The following Summary is taken from Chapter 19 of "Understanding Media"
Wheel, Bicycle, and Airplane
Summary: McLuhan stresses the revolutionary change of media as the message, but in this chapter he creates a “linguistic metaphor for the operation of media; “When such ablatives intrude, they alter the syntax of society.” (Editor, 244) We see the relationship between the mechanical to the organic form of technology.
Page 245: Revolutionary technology- extending the range and speed of human action, while being sensitive to the psychic and social implications of the technological extension of man…
Page 245-46: Invention of the wheel horse collar harness wagon (axles & brakes) streetcar railroad suburb automobile airplane car (human chauffeur)- the shaping power of technology is “waning in the electric age of information, and that fact makes us much more aware of its characteristic form as now tending toward the archaic.”

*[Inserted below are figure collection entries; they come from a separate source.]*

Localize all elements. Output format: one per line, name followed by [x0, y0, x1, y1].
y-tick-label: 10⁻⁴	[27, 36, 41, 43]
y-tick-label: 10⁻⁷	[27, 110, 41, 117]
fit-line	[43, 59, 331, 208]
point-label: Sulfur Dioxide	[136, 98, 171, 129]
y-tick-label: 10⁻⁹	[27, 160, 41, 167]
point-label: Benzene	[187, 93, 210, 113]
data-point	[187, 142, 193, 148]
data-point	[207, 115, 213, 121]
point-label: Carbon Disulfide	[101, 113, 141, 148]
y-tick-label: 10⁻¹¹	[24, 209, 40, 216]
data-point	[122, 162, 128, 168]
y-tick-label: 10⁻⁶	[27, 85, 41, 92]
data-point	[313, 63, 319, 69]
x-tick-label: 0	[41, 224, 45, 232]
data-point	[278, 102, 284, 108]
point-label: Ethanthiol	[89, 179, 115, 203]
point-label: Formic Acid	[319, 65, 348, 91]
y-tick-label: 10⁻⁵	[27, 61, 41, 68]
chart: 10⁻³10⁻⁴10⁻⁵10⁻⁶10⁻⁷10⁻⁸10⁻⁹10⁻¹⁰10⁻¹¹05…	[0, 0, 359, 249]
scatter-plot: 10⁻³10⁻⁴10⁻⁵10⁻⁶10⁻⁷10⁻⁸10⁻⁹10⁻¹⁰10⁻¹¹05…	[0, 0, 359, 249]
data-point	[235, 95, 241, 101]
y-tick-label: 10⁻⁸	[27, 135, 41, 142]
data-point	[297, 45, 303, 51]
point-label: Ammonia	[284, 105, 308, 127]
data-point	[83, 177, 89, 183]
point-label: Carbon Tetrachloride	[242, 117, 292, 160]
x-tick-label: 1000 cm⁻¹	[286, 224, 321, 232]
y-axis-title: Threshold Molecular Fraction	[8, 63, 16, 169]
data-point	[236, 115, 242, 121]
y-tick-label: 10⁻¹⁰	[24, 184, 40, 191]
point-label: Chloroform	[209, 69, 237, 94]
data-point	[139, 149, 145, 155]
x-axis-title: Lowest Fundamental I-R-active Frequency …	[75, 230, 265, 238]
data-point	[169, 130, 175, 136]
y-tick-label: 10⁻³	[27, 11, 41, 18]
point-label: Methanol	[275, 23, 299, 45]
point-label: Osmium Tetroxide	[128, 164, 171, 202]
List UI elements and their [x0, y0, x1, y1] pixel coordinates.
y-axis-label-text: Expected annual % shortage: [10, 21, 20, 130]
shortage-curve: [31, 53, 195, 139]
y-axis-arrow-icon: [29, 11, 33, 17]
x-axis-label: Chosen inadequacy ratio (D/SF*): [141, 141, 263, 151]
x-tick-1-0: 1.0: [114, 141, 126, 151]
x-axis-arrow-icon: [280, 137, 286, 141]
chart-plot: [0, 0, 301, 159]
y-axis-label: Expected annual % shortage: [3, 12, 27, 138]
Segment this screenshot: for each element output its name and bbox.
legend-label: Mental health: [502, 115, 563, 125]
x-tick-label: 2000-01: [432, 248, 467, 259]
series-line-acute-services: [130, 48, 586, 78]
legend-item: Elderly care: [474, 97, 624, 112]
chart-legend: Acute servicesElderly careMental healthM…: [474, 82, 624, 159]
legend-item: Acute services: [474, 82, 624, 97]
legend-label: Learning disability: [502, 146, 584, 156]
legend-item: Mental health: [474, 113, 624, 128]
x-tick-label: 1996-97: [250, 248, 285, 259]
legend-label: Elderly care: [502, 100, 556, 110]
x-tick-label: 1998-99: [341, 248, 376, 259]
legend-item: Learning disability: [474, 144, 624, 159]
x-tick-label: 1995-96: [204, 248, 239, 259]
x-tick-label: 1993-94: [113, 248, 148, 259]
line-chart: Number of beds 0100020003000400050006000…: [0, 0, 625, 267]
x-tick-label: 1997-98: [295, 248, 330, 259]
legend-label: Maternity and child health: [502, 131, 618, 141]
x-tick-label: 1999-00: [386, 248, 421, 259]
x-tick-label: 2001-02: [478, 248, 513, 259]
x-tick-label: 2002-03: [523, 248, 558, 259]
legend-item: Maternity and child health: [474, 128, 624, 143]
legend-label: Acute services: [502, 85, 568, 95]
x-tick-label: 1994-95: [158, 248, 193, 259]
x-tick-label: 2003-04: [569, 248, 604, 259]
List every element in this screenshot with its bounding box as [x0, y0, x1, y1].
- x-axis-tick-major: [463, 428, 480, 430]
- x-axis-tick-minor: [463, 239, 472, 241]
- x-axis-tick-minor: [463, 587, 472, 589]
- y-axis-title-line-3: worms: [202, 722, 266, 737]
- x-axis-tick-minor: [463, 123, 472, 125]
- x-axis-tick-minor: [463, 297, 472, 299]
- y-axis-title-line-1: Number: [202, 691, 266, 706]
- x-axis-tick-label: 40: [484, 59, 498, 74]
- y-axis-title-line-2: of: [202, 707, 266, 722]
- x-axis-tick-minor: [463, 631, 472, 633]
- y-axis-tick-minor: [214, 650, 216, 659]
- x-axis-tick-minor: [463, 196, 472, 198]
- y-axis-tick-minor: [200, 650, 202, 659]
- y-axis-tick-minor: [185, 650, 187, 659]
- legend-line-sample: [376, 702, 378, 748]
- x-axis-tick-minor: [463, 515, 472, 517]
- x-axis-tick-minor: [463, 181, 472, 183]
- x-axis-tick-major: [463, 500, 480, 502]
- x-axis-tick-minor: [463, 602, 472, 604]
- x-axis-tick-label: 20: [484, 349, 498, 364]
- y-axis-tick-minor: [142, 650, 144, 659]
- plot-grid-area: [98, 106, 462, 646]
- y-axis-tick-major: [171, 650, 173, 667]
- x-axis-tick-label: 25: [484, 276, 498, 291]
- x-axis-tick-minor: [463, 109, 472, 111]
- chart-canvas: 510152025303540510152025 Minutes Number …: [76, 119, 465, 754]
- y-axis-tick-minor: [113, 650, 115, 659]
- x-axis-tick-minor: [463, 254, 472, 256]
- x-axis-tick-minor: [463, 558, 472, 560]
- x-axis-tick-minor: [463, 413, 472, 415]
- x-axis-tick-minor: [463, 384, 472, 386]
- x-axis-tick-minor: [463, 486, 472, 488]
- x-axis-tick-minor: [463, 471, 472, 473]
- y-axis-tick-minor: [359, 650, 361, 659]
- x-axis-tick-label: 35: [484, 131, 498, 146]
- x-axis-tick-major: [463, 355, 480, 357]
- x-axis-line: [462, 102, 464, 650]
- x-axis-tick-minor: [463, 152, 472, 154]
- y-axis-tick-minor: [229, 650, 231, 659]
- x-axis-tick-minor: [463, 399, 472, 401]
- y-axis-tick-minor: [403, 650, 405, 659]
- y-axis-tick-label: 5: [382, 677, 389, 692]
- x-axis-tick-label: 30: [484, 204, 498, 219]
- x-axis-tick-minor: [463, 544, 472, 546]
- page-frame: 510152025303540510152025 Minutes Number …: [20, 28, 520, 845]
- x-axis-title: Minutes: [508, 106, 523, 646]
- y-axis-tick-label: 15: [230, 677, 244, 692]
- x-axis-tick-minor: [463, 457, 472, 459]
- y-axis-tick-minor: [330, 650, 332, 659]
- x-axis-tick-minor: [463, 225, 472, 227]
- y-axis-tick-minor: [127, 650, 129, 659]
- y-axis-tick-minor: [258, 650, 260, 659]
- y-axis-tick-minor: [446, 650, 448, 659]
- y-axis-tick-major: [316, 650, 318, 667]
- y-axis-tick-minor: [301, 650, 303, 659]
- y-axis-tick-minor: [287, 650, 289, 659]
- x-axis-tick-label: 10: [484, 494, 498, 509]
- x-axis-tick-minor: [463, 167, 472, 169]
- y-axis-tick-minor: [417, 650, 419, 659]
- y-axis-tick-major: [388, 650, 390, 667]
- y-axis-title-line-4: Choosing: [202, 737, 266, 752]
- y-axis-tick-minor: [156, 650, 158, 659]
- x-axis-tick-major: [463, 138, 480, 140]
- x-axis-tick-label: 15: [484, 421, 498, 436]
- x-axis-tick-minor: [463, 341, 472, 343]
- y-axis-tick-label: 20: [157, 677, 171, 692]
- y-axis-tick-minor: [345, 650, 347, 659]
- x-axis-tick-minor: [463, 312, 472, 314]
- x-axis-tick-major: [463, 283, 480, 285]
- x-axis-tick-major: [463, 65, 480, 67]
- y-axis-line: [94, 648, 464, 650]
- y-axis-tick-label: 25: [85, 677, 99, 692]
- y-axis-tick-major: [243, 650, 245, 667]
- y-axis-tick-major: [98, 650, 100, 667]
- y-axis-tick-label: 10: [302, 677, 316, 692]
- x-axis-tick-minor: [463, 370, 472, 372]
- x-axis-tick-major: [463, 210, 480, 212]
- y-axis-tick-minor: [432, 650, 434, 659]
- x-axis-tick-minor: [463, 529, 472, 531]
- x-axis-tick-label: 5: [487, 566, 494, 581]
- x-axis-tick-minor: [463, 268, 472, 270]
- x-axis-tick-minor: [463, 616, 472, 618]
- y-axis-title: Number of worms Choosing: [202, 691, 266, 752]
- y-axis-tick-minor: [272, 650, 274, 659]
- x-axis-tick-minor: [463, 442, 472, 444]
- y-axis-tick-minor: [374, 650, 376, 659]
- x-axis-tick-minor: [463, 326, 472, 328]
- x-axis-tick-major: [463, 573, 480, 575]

Page 247: Idea of the most complicated uses of the “wheel” is the “movie camera.” It is, by trade, an intricate set of wheels.
Page 249: The rhyme of Humpty Dumpty demonstrates the challenge of the electromagnetic automation.
Quotes worth mention:
…”Things need to be studied in isolation. This is the habit of specialism that quite naturally derives from typographic culture.” (245)
“Under stress, it is more natural to fragment our own bodily form, and to let part of it go into another material, than it is to transfer any of the emotions of external objects into another media.” (247)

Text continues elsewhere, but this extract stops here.